I have a dataset that has latitude and longitude information for participants' home and work, and I'd like to create a new column in the dataset containing the euclidean distance between home and work for each participant. I think this should be relatively simple, but all the other Q&As I've seen seem to be dealing with slightly different issues.
To start, I tried running this code (using the geosphere package):
distm(c(homelong, homelat), c(worklong, worklat), fun=distHaversine)
But got an error saying "Error in .pointsToMatrix(x) : Wrong length for a vector, should be 2" because (if I understand correctly) I'm trying to calculate the distance between multiple sets of two points.
Can I adjust this code to get what I'm looking for, or is there something else I should be trying instead? Thanks!

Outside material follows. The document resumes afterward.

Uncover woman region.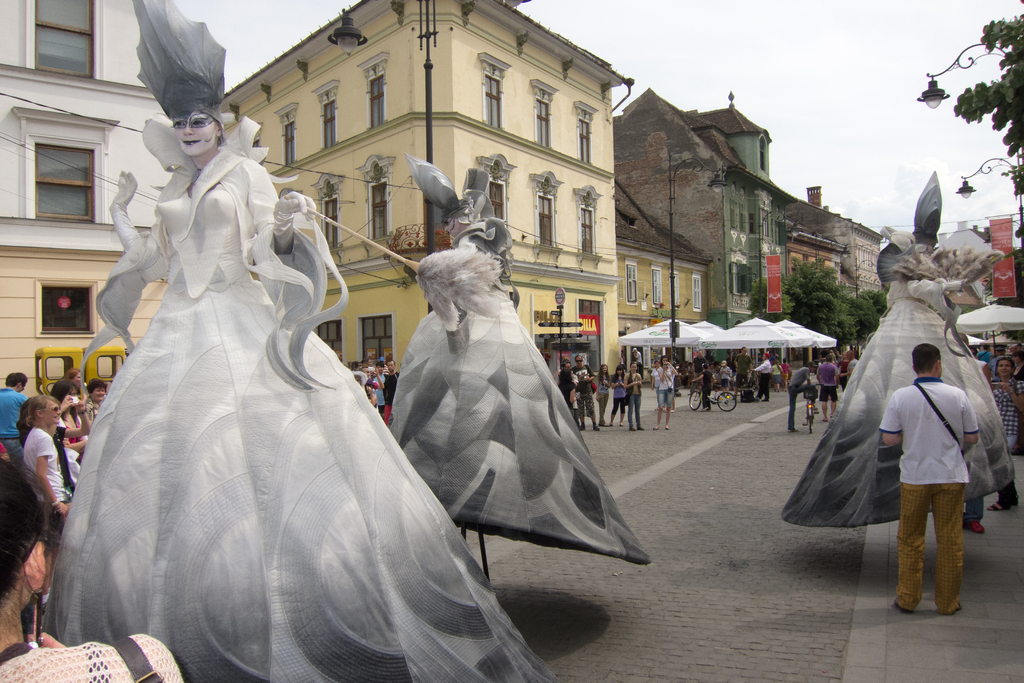
Uncovered: pyautogui.locateOnScreen(388, 213, 651, 565).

CodePudding user response:
You can have the latitudes and longitudes in a dataframe and then do rowwise operations on the dataframe to get the distance corresponding to each row.
library(tidyverse)
library(geosphere)
locations <- tibble(
homelong = c(0, 2),
homelat = c(2, 5),
worklong = c(70, 60),
worklat = c(45, 60)
)
locations %>%
rowwise() %>%
mutate(d = as.numeric(distm(c(homelong, homelat), c(worklong, worklat), fun = distHaversine)))
results in
# A tibble: 2 x 5
# Rowwise:
homelong homelat worklong worklat d
<dbl> <dbl> <dbl> <dbl> <dbl>
1 0 2 70 45 8299015.
2 2 5 60 60 7809933.
CodePudding user response:
distm()
returns a distance matrix, which is not what you want; you want the pairwise distances. So use the distance function (distHaversine()
, distGeo()
, or whatever) directly:
library(tidyverse)
locations <- tibble(
homelong = c(0, 2),
homelat = c(2, 5),
worklong = c(70, 60),
worklat = c(45, 60)
)
locations %>%
mutate(
dist = geosphere::distHaversine(cbind(homelong, homelat), cbind(worklong, worklat))
)
#> # A tibble: 2 × 5
#> homelong homelat worklong worklat dist
#> <dbl> <dbl> <dbl> <dbl> <dbl>
#> 1 0 2 70 45 8299015.
#> 2 2 5 60 60 7809933.
Note that geosphere functions want matrices as inputs, so you can cbind()
your columns together. Don't c()
them; that's creating a single shapeless vector and losing the differentiation between lon and lat. This is the cause of the error, I suspect; the vector only has one dimension, not two like a matrix.